Khaled El Emam is the SVP & General Manager at Replica Analytics. He is also the Canada Research Chair in Medical AI, Director of the Electronic Health Information Laboratory at the CHEO Research Institute and a Professor at the University of Ottawa. CityAge sat down with Khaled after our conference in Ottawa on Dec.8, The Data Effect: Data for Canada’s Health. We talked about what synthetic data is and how it can help solve the health data problem in Canada (Read more on this problem through the CBC and the Globe and Mail). The below conversation has been condensed and edited for clarity.
CityAge: Can you tell me a bit about who you are and what you do?
Khaled El Emam: I’m a computer scientist/engineer by training, and I’m a professor at the University of Ottawa. I run a research lab at the Children’s Hospital of Eastern Ontario focused on AI and machine learning. Our main research agenda is on developing technologies for synthetic data generation. I’m also the co-founder of Replica Analytics, recently acquired by Aetion. Replica develops synthetic data generation technology.
CA: What is synthetic data?
KE: You start with real information, and then you train AI models using that real information. The AI models learn the patterns in the data. Then you create fake data from those models. And the idea is that these look the same, behave the same, and have the same patterns as the real data, so you maintain utility, but they’re not the real data.
CA: Why do we need synthetic data?
KE: One of the key advantages is privacy, as synthetic data cannot be mapped back to real people. Synthetic data is easier to re-use and share, both within and outside organizations.
CA: What are some of the other advantages?
KE: One of them is that you can de-bias a biased data set. When you have certain groups that are under-represented in a dataset, you can use synthetic data generation technologies or techniques to compensate for that bias, or to increase diversity in your data by simulating additional patients. So you take the real data, you try to learn the patterns in these under-represented groups, and then simulate additional patients. You can simulate patients for clinical studies, for clinical trials, and more.
CA: Why do we need this in Canadian health care today?
KE: We have a serious data access challenge that is impacting important research, innovation and healthcare. This is an ongoing problem, and I live it every day. I run a research lab and it takes a very long time to get access to Canadian patient data, and sometimes it’s just not possible. We are competing against other countries and other jurisdictions, so our inability to use our own data puts us at a disadvantage from a research perspective, but also from a company perspective. I mentioned that I run a company that builds AI and machine learning tools. We need data, and we end up purchasing data or getting access to data from other jurisdictions, because it’s a lot more accessible. This data may not be representative of the Canadian health care system, or the standard of care here. So it puts Canadian companies at a potential disadvantage, but also patients at a potential disadvantage.
CA: Can you give me an example that proves synthetic data works in real-world situations?
KE: A Canadian example is a project we did in Alberta. This was quite a complex dataset covering multiple domains. It was labs, drugs, hospital discharges, emergency department visits, and claims for 300,000 patients over 7 years. The objective was to look at the impact of opioid use. It was an opioid using population, or subset of the population. We got the dataset, and we worked with partners at the University of Alberta. The epidemiologist at University of Alberta built the models, compared real and synthetic data, and they found that they draw the same conclusions for quite a complex model. They are predicting mortality, emergency department visits, and some specific diagnoses, and the conclusions were the same using synthetic data. We demonstrated the privacy risks as well. The province’s Privacy Commissioner was consulted all the way to demonstrate that risks were small, but also to address their concerns or questions about synthetic data.
CA: What needs to happen for synthetic data to be adopted more broadly?
KE: Greater awareness of synthetic generation as a high-utility, privacy enhancing technology is a factor, although that is changing – the analysts are making predictions about its growth and adoption that are coming to fruition. I think some of the privacy law changes proposed need to better enable the use of technology. They cannot set standards so high that they are too challenging to meet. So we have to ensure that privacy laws are realistic and protective. It’s not one or the other. Both can be met – we know how to do that. Nobody wants to take shortcuts. But we need to be able to move forward. If you want zero risk, then the easiest answer is doing nothing.
CA: Canada is facing a serious health data problem, one that’s impacting many of our daily lives. What do you want readers to take away from this conversation?
KE: We know how to solve this problem. We need the leadership of the entities that hold the data and we need to be willing to take some responsible risks to move forward.
I’ve been having this conversation for 20 years. This could be 2002 and we’d probably be having exactly the same conversation. We wouldn’t be talking about synthetic data. We’d be talking about some other approach, but we would be essentially having the same conversation. COVID-19 has taught us a lot of things about the consequences of not having access to good data. There is momentum on this topic — we just need to take advantage of it. However, there are folks who are happy with the status quo, who are afraid of the change. We have to understand those concerns and address them so we can move forward to leverage data responsibly and in a privacy protective way.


◆ Work task:
Leave the images out, and otherwise write out each entry exactly.

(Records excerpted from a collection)
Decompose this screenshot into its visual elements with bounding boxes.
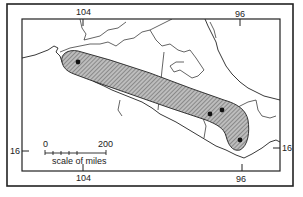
lat-label-left-16: 16 — [10, 147, 20, 156]
locality-point — [76, 60, 81, 65]
lon-label-bottom-104: 104 — [76, 174, 91, 183]
lon-label-bottom-96: 96 — [236, 175, 246, 184]
scale-end-label: 200 — [98, 140, 113, 149]
locality-point — [238, 138, 243, 143]
lon-label-top-96: 96 — [235, 10, 245, 19]
scale-caption: scale of miles — [52, 157, 107, 166]
scale-start-label: 0 — [43, 140, 48, 149]
locality-point — [208, 112, 213, 117]
distribution-map — [0, 0, 303, 197]
locality-point — [220, 108, 225, 113]
lat-label-right-16: 16 — [282, 144, 292, 153]
lon-label-top-104: 104 — [76, 8, 91, 17]
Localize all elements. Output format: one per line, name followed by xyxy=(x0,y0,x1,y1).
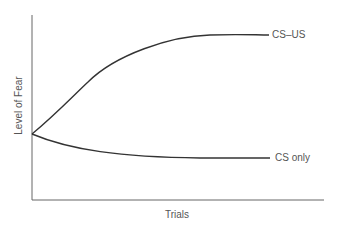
series-label-cs-only: CS only xyxy=(275,152,310,163)
cs-us-curve xyxy=(32,35,269,134)
x-axis-label: Trials xyxy=(165,209,189,220)
y-axis-label: Level of Fear xyxy=(13,74,24,138)
cs-only-curve xyxy=(32,134,270,158)
series-label-cs-us: CS–US xyxy=(272,29,305,40)
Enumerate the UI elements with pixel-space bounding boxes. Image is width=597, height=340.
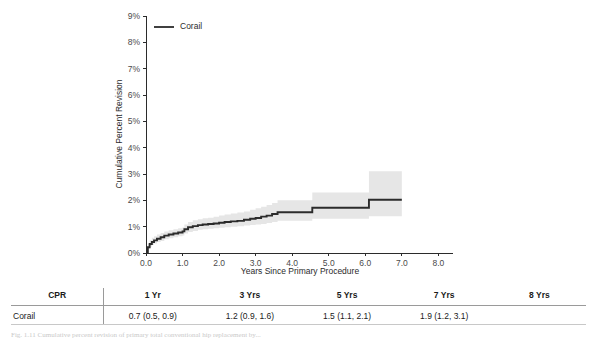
- table-cell-1yr: 0.7 (0.5, 0.9): [104, 306, 202, 325]
- x-tick-label: 0.0: [140, 258, 152, 268]
- table-cell-5yrs: 1.5 (1.1, 2.1): [299, 306, 396, 325]
- y-tick-label: 8%: [128, 37, 141, 47]
- chart-figure: 0%1%2%3%4%5%6%7%8%9% 0.01.02.03.04.05.06…: [0, 0, 597, 285]
- table-header: CPR 1 Yr 3 Yrs 5 Yrs 7 Yrs 8 Yrs: [11, 288, 586, 306]
- figure-caption: Fig. 1.11 Cumulative percent revision of…: [11, 330, 586, 340]
- table-cell-8yrs: [493, 306, 586, 325]
- table-cell-3yrs: 1.2 (0.9, 1.6): [201, 306, 298, 325]
- x-tick-label: 7.0: [396, 258, 408, 268]
- y-tick-label: 6%: [128, 90, 141, 100]
- y-tick-label: 0%: [128, 248, 141, 258]
- table-header-5yrs: 5 Yrs: [299, 288, 396, 306]
- y-axis-title: Cumulative Percent Revision: [114, 79, 124, 188]
- x-axis-title: Years Since Primary Procedure: [241, 266, 360, 276]
- y-tick-label: 3%: [128, 169, 141, 179]
- table-header-7yrs: 7 Yrs: [396, 288, 493, 306]
- y-tick-label: 4%: [128, 143, 141, 153]
- table-header-3yrs: 3 Yrs: [201, 288, 298, 306]
- legend-label-corail: Corail: [180, 21, 202, 31]
- table-cell-row-label: Corail: [11, 306, 104, 325]
- y-tick-label: 2%: [128, 195, 141, 205]
- revision-curve-chart: 0%1%2%3%4%5%6%7%8%9% 0.01.02.03.04.05.06…: [0, 0, 597, 285]
- x-tick-label: 1.0: [177, 258, 189, 268]
- y-tick-label: 1%: [128, 222, 141, 232]
- y-axis-ticks: 0%1%2%3%4%5%6%7%8%9%: [128, 11, 146, 258]
- table-body: Corail 0.7 (0.5, 0.9) 1.2 (0.9, 1.6) 1.5…: [11, 306, 586, 325]
- table-cell-7yrs: 1.9 (1.2, 3.1): [396, 306, 493, 325]
- y-tick-label: 7%: [128, 64, 141, 74]
- x-tick-label: 2.0: [213, 258, 225, 268]
- table-header-cpr: CPR: [11, 288, 104, 306]
- table-header-8yrs: 8 Yrs: [493, 288, 586, 306]
- cpr-summary-table: CPR 1 Yr 3 Yrs 5 Yrs 7 Yrs 8 Yrs Corail …: [11, 288, 586, 325]
- y-tick-label: 9%: [128, 11, 141, 21]
- y-tick-label: 5%: [128, 116, 141, 126]
- table-header-1yr: 1 Yr: [104, 288, 202, 306]
- table-header-row: CPR 1 Yr 3 Yrs 5 Yrs 7 Yrs 8 Yrs: [11, 288, 586, 306]
- x-tick-label: 8.0: [432, 258, 444, 268]
- x-tick-label: 6.0: [359, 258, 371, 268]
- table-row: Corail 0.7 (0.5, 0.9) 1.2 (0.9, 1.6) 1.5…: [11, 306, 586, 325]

◆ Problem solution:
Decompose this screenshot into its visual elements with bounding boxes.
lat-label-left-16: 16 — [10, 147, 20, 156]
locality-point — [76, 60, 81, 65]
lon-label-bottom-104: 104 — [76, 174, 91, 183]
lon-label-bottom-96: 96 — [236, 175, 246, 184]
scale-end-label: 200 — [98, 140, 113, 149]
locality-point — [238, 138, 243, 143]
lon-label-top-96: 96 — [235, 10, 245, 19]
scale-caption: scale of miles — [52, 157, 107, 166]
scale-start-label: 0 — [43, 140, 48, 149]
locality-point — [208, 112, 213, 117]
distribution-map — [0, 0, 303, 197]
locality-point — [220, 108, 225, 113]
lat-label-right-16: 16 — [282, 144, 292, 153]
lon-label-top-104: 104 — [76, 8, 91, 17]
Localize all elements. Output format: one per line, name followed by xyxy=(x0,y0,x1,y1).
series-label-cs-only: CS only xyxy=(275,152,310,163)
cs-us-curve xyxy=(32,35,269,134)
x-axis-label: Trials xyxy=(165,209,189,220)
y-axis-label: Level of Fear xyxy=(13,74,24,138)
cs-only-curve xyxy=(32,134,270,158)
series-label-cs-us: CS–US xyxy=(272,29,305,40)
Enumerate the UI elements with pixel-space bounding boxes. Image is width=597, height=340.
- table-cell-1yr: 0.7 (0.5, 0.9): [104, 306, 202, 325]
- x-tick-label: 0.0: [140, 258, 152, 268]
- table-cell-5yrs: 1.5 (1.1, 2.1): [299, 306, 396, 325]
- y-tick-label: 8%: [128, 37, 141, 47]
- chart-figure: 0%1%2%3%4%5%6%7%8%9% 0.01.02.03.04.05.06…: [0, 0, 597, 285]
- table-header: CPR 1 Yr 3 Yrs 5 Yrs 7 Yrs 8 Yrs: [11, 288, 586, 306]
- figure-caption: Fig. 1.11 Cumulative percent revision of…: [11, 330, 586, 340]
- table-cell-8yrs: [493, 306, 586, 325]
- table-cell-3yrs: 1.2 (0.9, 1.6): [201, 306, 298, 325]
- x-tick-label: 7.0: [396, 258, 408, 268]
- y-tick-label: 6%: [128, 90, 141, 100]
- y-tick-label: 0%: [128, 248, 141, 258]
- table-header-5yrs: 5 Yrs: [299, 288, 396, 306]
- y-axis-title: Cumulative Percent Revision: [114, 79, 124, 188]
- x-axis-title: Years Since Primary Procedure: [241, 266, 360, 276]
- y-tick-label: 3%: [128, 169, 141, 179]
- table-header-7yrs: 7 Yrs: [396, 288, 493, 306]
- y-tick-label: 4%: [128, 143, 141, 153]
- table-header-3yrs: 3 Yrs: [201, 288, 298, 306]
- legend-label-corail: Corail: [180, 21, 202, 31]
- table-cell-row-label: Corail: [11, 306, 104, 325]
- y-tick-label: 2%: [128, 195, 141, 205]
- revision-curve-chart: 0%1%2%3%4%5%6%7%8%9% 0.01.02.03.04.05.06…: [0, 0, 597, 285]
- x-tick-label: 1.0: [177, 258, 189, 268]
- y-tick-label: 1%: [128, 222, 141, 232]
- y-axis-ticks: 0%1%2%3%4%5%6%7%8%9%: [128, 11, 146, 258]
- table-body: Corail 0.7 (0.5, 0.9) 1.2 (0.9, 1.6) 1.5…: [11, 306, 586, 325]
- table-cell-7yrs: 1.9 (1.2, 3.1): [396, 306, 493, 325]
- y-tick-label: 7%: [128, 64, 141, 74]
- x-tick-label: 2.0: [213, 258, 225, 268]
- table-header-cpr: CPR: [11, 288, 104, 306]
- table-header-8yrs: 8 Yrs: [493, 288, 586, 306]
- cpr-summary-table: CPR 1 Yr 3 Yrs 5 Yrs 7 Yrs 8 Yrs Corail …: [11, 288, 586, 325]
- y-tick-label: 9%: [128, 11, 141, 21]
- y-tick-label: 5%: [128, 116, 141, 126]
- table-header-1yr: 1 Yr: [104, 288, 202, 306]
- table-header-row: CPR 1 Yr 3 Yrs 5 Yrs 7 Yrs 8 Yrs: [11, 288, 586, 306]
- x-tick-label: 8.0: [432, 258, 444, 268]
- x-tick-label: 6.0: [359, 258, 371, 268]
- table-row: Corail 0.7 (0.5, 0.9) 1.2 (0.9, 1.6) 1.5…: [11, 306, 586, 325]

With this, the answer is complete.